Historians sometimes call the Second World War America’s “good war” for its comparative moral clarity and broad popular support. Most of the fighting was far from American shores, but stateside the war seemed ever-present and involved nearly everyone. After the relative quiet of the 1920s and 1930s, Fort Slocum became a busy place starting in 1940 as a training center and staging area. Memories of the Second World War remain vivid for those who then lived or served at Fort Slocum.

 

The Cold War soon followed the Second World War, and Fort Slocum served its last missions for the U.S. Army during this period. In the Cold War, America and the Soviet Union competed for dominance around the globe. This competition had many facets—military, economic, and ideological. Shaping the entire confrontation was the threat of nuclear war, which could bring destruction to the world on a horrific scale.

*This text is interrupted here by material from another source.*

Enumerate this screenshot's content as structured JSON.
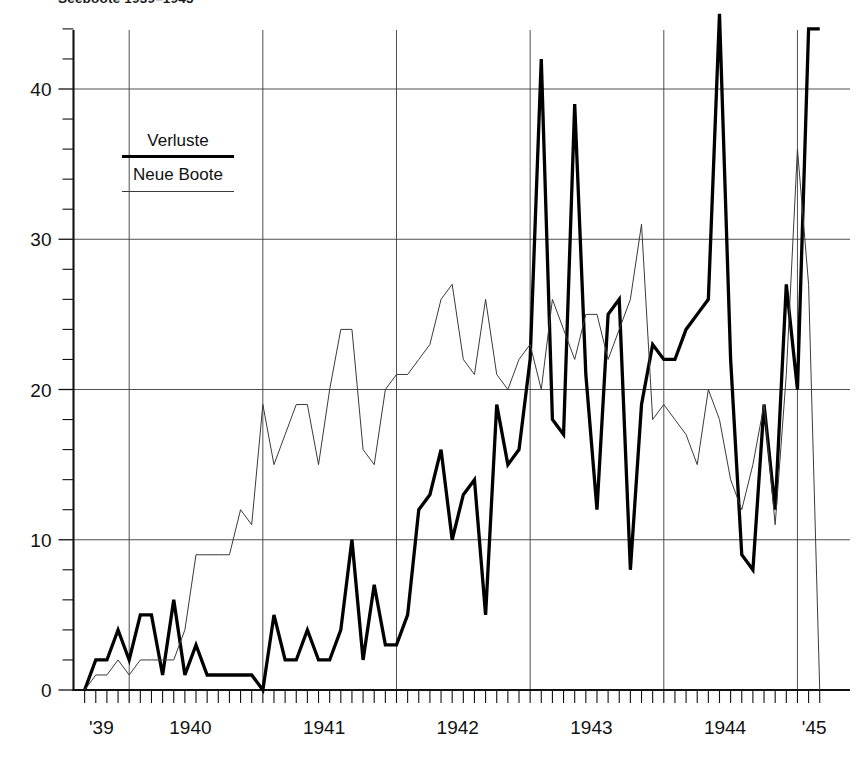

Despite the presence of a Nike antiaircraft missile battery in the late 1950s, the nuclear threat was largely outside the immediate mission of Fort Slocum during the Cold War. The shadow of nuclear war was part of the background of life, coming prominently to the fore at times of great international tension, such as the Cuban Missile Crisis.

 

Before it closed in the midst of the Cold War, Fort Slocum participated primarily in the ideological aspects of the confrontation. It trained specialists who provided information from the Army’s point of view both to soldiers and to the general public. It also trained the chaplains who provided American ground forces with spiritual guidance and sustenance.  While the vast majority of students in these training schools were Americans, occasional members of allied foreign armed forces would attend as well.